I find both perfectly readable, and interesting in their own ways. And, to make it straight, I am not a big fan of Kerouac ('On the Road' is his only book I like) and am not a supporter of Chernyshevsky's philosophy at all. Yet I read WItBD without being bored, even though it was a required reading in our high schools, and I enjoyed OtR, not the least for its naive, colloquial prose. It read as a narration by a regular guy, not particularly versed in weaving words, and it sat well with me as a reader.
What I do find unreadable is Faulkner - now you can throw stones at me.

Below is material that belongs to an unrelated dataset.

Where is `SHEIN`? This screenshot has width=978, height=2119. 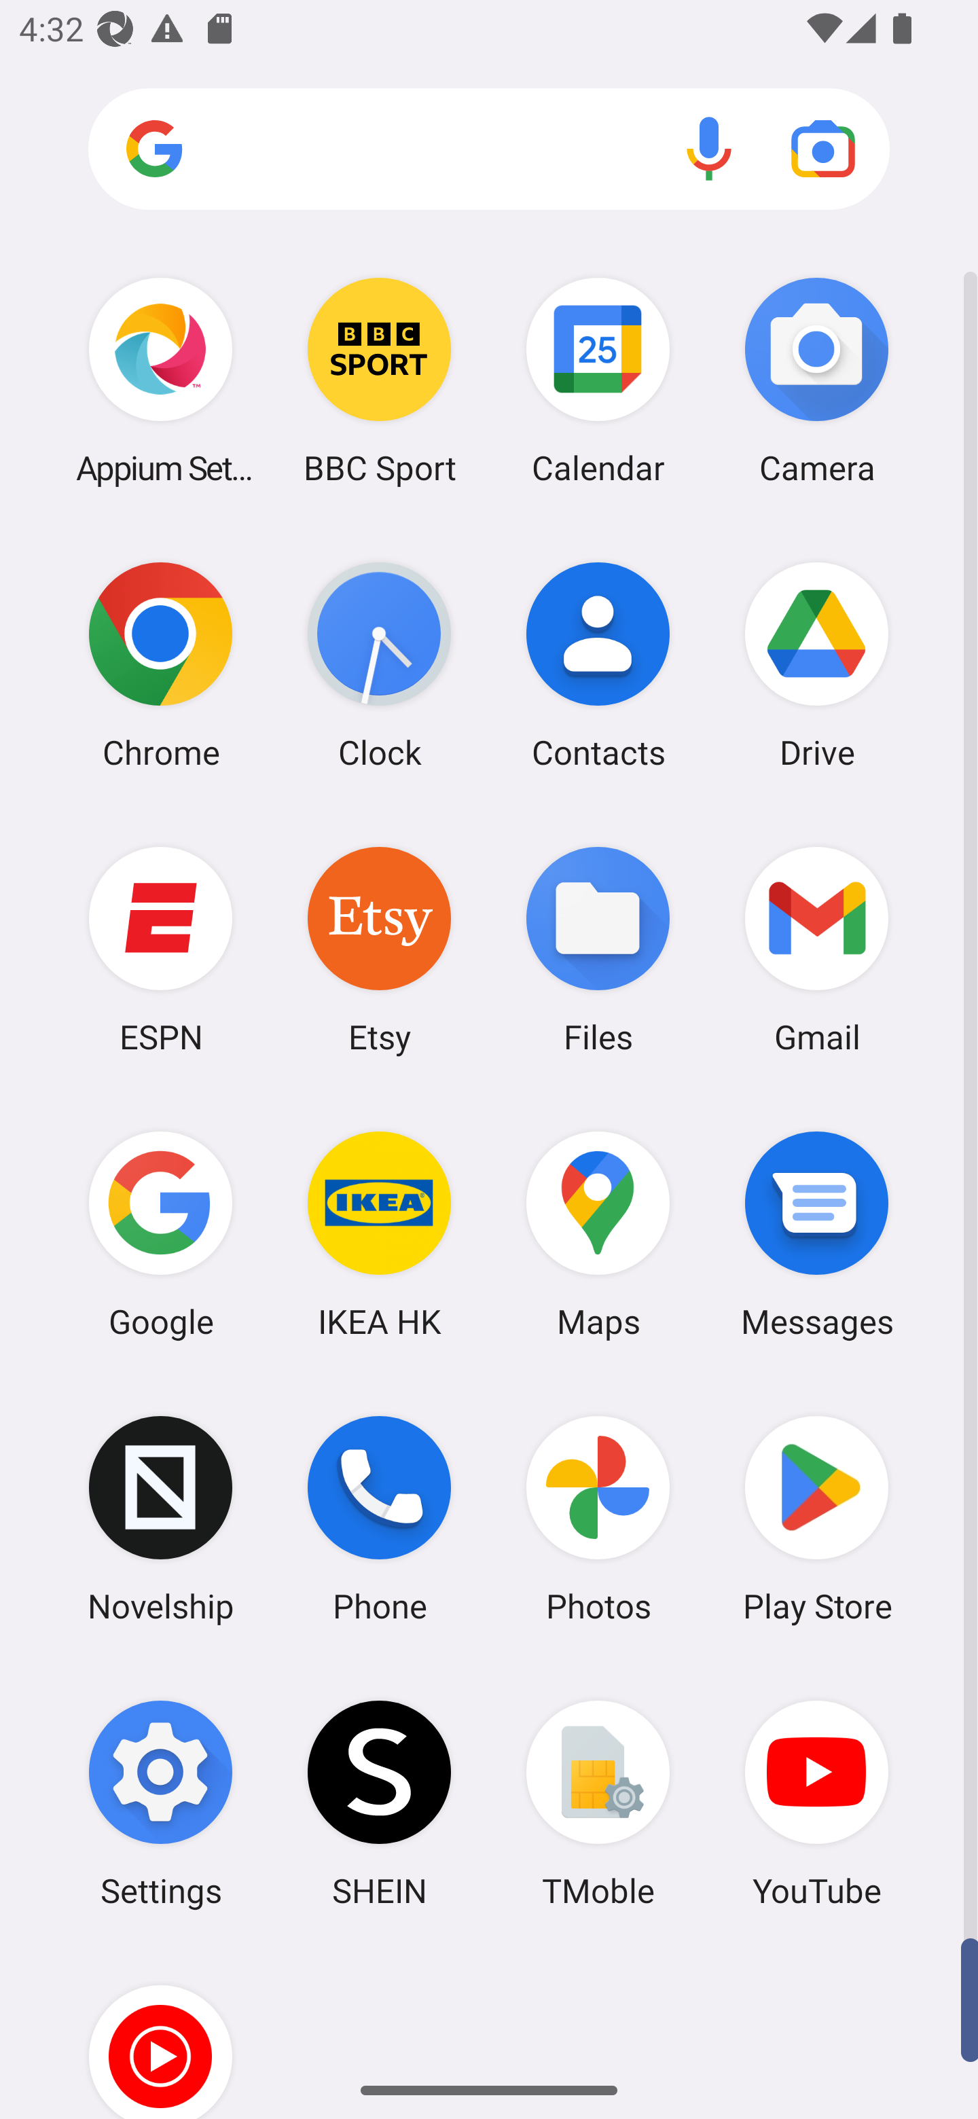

This word in Russian never means 'scandal', and never did. It normally means 'temptation', with the corresponding verb, 'soblaznit', meaning 'to tempt'. An additional somewhat older meaning exists, 'to seduce'. I've just searched BK for this word, and it is used mostly in the former sense, and a few times in the latter, but, of course, never as 'scandalize'.
If McDuff does say so, he has no business translating Russian books.

Ivan,
Thank you. It was interesting.
1) The Russian spread of derivatives of any root/entry of the dictionary is larger than it is in English. There are much more derivative clusters.
I just came back from teaching my Russian class.
2) Emilia Pardo Bazan read German philosophers in French translation. It was easier to grasp their thought in the French presentation - not because she did not know German enough. Don't you find it funny? (Funny like "chistoso" in Spanish or "smeshno, zabavno" in Russian). Well, I do.
3) I love "Moby Dick".
4) Dickens was referred as a hard, boring reading (do not get it personally please!!!) by Nekrasov and his colleagues (just in one article I read recently from that magazine) - writers, the members of a literary circle, or literary magazine "Sovremennik" (St. Petersburg, mig 19th century). The magazine was started by Pushkin, then Nekrasov bought it and revived.
Thanks once more, for your sharing. We learn from each other as we share. If you have different opinion from me, and do not learn anything from me, that's fine with me.
In Russian culture women are submissive to men, generally. I would never argue with a man, a smart man - I would respect his point of view and value the piece of knowledge that I did not possess may be before.
My brother asked me once "How many words are there in the Eng language?" I went to the library and asked librarians and they did not know what to say. So I went to a book shelf with a biggest dictionary. It is 400,000 (approximately). I think it was Oxford dictionary - do not remember what edition. Of course, language is language. We all understand that. It cannot possibly have exact numbers.
Well, I have been with English from my childhood, but I cannot claim I know it as well as I know my native Russian.
My passion is to compare languages. I love to read in the three - it is very exciting.
I learn Italian now for my soon coming trip. A lot of surprises, in spite of my knowledge of Spanish and French (Spanish Interm-High Interm, French- Beg-High Beg).
I wish you luck!
Sincerely,
Zoia

Thank you Scott,
I agree with you.
Pushkin, Lermontov, and Gogol are my favorite writers, by the way. One cannot read enough of those.
Thank you for your comment on my comment.